"To be a Negro in this country and to be relatively conscious is to be in a rage almost all the time."James Baldwin
I Am Not Your Negronominated for an Academy Award for Best Documentary Feature and opening at the AMC River East Theater, 322 E. Illinois St., on Friday, Feb. 3is based on 30 pages of the unfinished work Remember This House, by James Baldwin: acclaimed author, social critic and vastly-ahead-of-his-time intellectual.
A writer of many works, including the then controversial gay novel Giovanni's Roomwhich his agent suggested he burnBaldwin wrote his literary agent in 1979 with the idea of telling his story of America through the lives, activism and assassinations of three of his friends: Martin Luther King Jr., Malcolm X and Medgar Evers.
These three key figures in the civil-rights movement might have had different methods of dealing with white supremacy. In the film, Baldwin acknowledges that many of their philosophies overlapped later in lifeunlike the public perceptions of militant Malcolm X, or the sanitized and the more harmless King, who was regularly used as a weapon against progress.
With Baldwin's personal insights and past work guiding the viewer's journey, we learn where he was when each of his friends was murdered, conveyed through eloquent words that barely conceal his helpless rage. We learn that he, like King and X, was considered a threat by the FBI under J. Edgar Hoover and subjected to surveillance and harassment. Baldwin was also labeled as a "pervert" by Hoover in his FBI file because of his sexuality. Compelled to escape the United States, Baldwin left to live and work in France, which freed him to be more open about race issues back home and his own sexual fluidity in a place he believed to be more welcoming to people of color. Returning to the States because he missed his people, he was a political voice and a self-described witness to the continued marginalization of African-Americans.

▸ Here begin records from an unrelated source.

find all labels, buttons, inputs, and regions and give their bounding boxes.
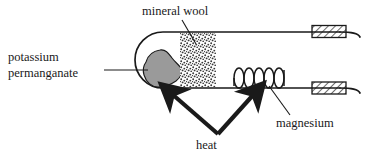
label-potassium-permanganate-line2: permanganate	[8, 66, 78, 80]
label-potassium-permanganate: potassium permanganate	[8, 49, 128, 81]
leader-line-magnesium	[269, 86, 290, 115]
label-potassium-permanganate-line1: potassium	[8, 50, 59, 64]
clamp-lower	[312, 82, 346, 94]
heat-arrow-left	[172, 94, 218, 134]
magnesium-coil	[234, 68, 284, 88]
heat-arrow-right	[218, 94, 254, 134]
clamp-upper	[312, 26, 346, 38]
label-magnesium: magnesium	[276, 116, 334, 131]
mineral-wool-plug	[180, 33, 216, 87]
potassium-permanganate-sample	[143, 50, 182, 87]
diagram-canvas: mineral wool potassium permanganate heat…	[0, 0, 381, 159]
label-mineral-wool: mineral wool	[142, 4, 208, 19]
label-heat: heat	[196, 138, 217, 153]
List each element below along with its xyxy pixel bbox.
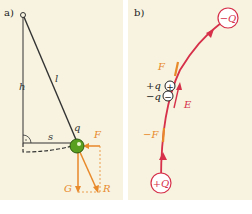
label-minus-q: −q <box>146 91 161 102</box>
label-G: G <box>64 183 72 194</box>
panel-a-label: a) <box>4 7 14 18</box>
panel-b-label: b) <box>134 7 144 18</box>
arrow-up-icon <box>206 29 214 38</box>
pendulum-diagram: a) h l s q F G R <box>0 0 123 200</box>
force-arrow-bottom <box>163 128 164 142</box>
label-plus-q: +q <box>146 80 161 91</box>
label-R: R <box>102 183 111 194</box>
label-F-top: F <box>157 61 166 72</box>
field-arrow <box>176 82 182 90</box>
svg-text:−: − <box>164 92 172 102</box>
label-s: s <box>48 131 53 142</box>
dipole-diagram: b) E F −F + − +q −q −Q +Q <box>128 0 252 200</box>
label-l: l <box>55 73 58 84</box>
label-pos-Q: +Q <box>153 178 170 189</box>
label-F: F <box>93 129 102 140</box>
label-E: E <box>183 99 192 110</box>
label-neg-F: −F <box>143 129 159 140</box>
arrow-up-icon <box>159 152 167 160</box>
pivot-icon <box>21 13 26 18</box>
pendulum-string <box>24 17 77 142</box>
svg-text:+: + <box>166 82 174 92</box>
label-q: q <box>74 122 80 133</box>
right-angle-icon <box>23 135 31 143</box>
panel-b-dipole: b) E F −F + − +q −q −Q +Q <box>128 0 252 200</box>
label-h: h <box>19 81 25 92</box>
panel-a-pendulum: a) h l s q F G R <box>0 0 123 200</box>
label-neg-Q: −Q <box>220 13 237 24</box>
charged-ball <box>70 139 84 153</box>
swing-arc <box>23 143 72 152</box>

The movie, directed by Haitian filmmaker Raoul Peck, juxtaposes Baldwin's words against the state of Black America during the movement and in the present through archival historical footage, interviews, photos and old Hollywood film clips. Baldwin's distinct voice really comes through in Samuel L. Jackson's narration, and even though Jackson sounds nothing like Baldwin's recognizably quick vocal clip, he effectively captures his unapologetic, calm defiance.
More about the nuances of the Black experience than it is biographical, I Am Not Your Negro does infuse bits of Baldwin's childhood that shaped his world view, including how early encouragement from a white teacher fostered his love of film and books. But as Baldwin matured, he found himself deconstructing dangerous racial stereotypes and reframing narratives to put the onus back on the oppressors, which can be seen throughout much of his work.
The viewer is also given personal stories of interactions with performers who fought for civil rights, like Harry Belafonte and Lena Horne, culminating in a meeting between notable Black artists such Lorraine Hansberry ( author of A Raisin in the Sun ) and then-Attorney General Bobby Kennedy in order to improve race relations. The failed meeting ended with all of them walking out on the tone-deaf Kennedy.
This film is a great introduction to those unfamiliar with Baldwin, aptly highlighting how much we still live in separate realities in this country. His examination of the world around him forces us to hold a mirror up to ourselves and think about who we truly are as a nation versus who we pretend to be. Baldwin was as equally terrified of moral apathy as he was of the jeering, snarling, yelling faces holding up confederate flags or racist, slur-filled signs.
Baldwin passionately wrote of white disbelief in the problem of systemic racism, while dispelling the notion that religion, feigned unity, respectability politics or capitalism would fix it. He understood that laws on paper don't change the hearts and minds of men. He understood that frank conversations were needed and that real progress only comes from discomfort. He understood that without tackling the inconvenient truths of the racist history of this country and how if informs the present, we will all fail.
In a time when "nationalism" is at the forefront of political discussion and this country's inhabitants still debate whether Nazis should be punched, in a time where current moderates think the same of the Black Lives Matter movement that past ones did of the marches and bus boycotts in the '50s, in a time where some in the LGBT community won't acknowledge its own racism or the contributions people of color have made to advance gay rights, this film shines a spotlight on the ugliness of yesteryear, which just so happens to look just like the ugliness of today.
Baldwin died in 1987, but there is not a word of his in I Am Not Your Negro that is not still disappointingly relevant. And it can be argued that the prescient Baldwin wouldn't be surprised enough to offer a resigned shrug.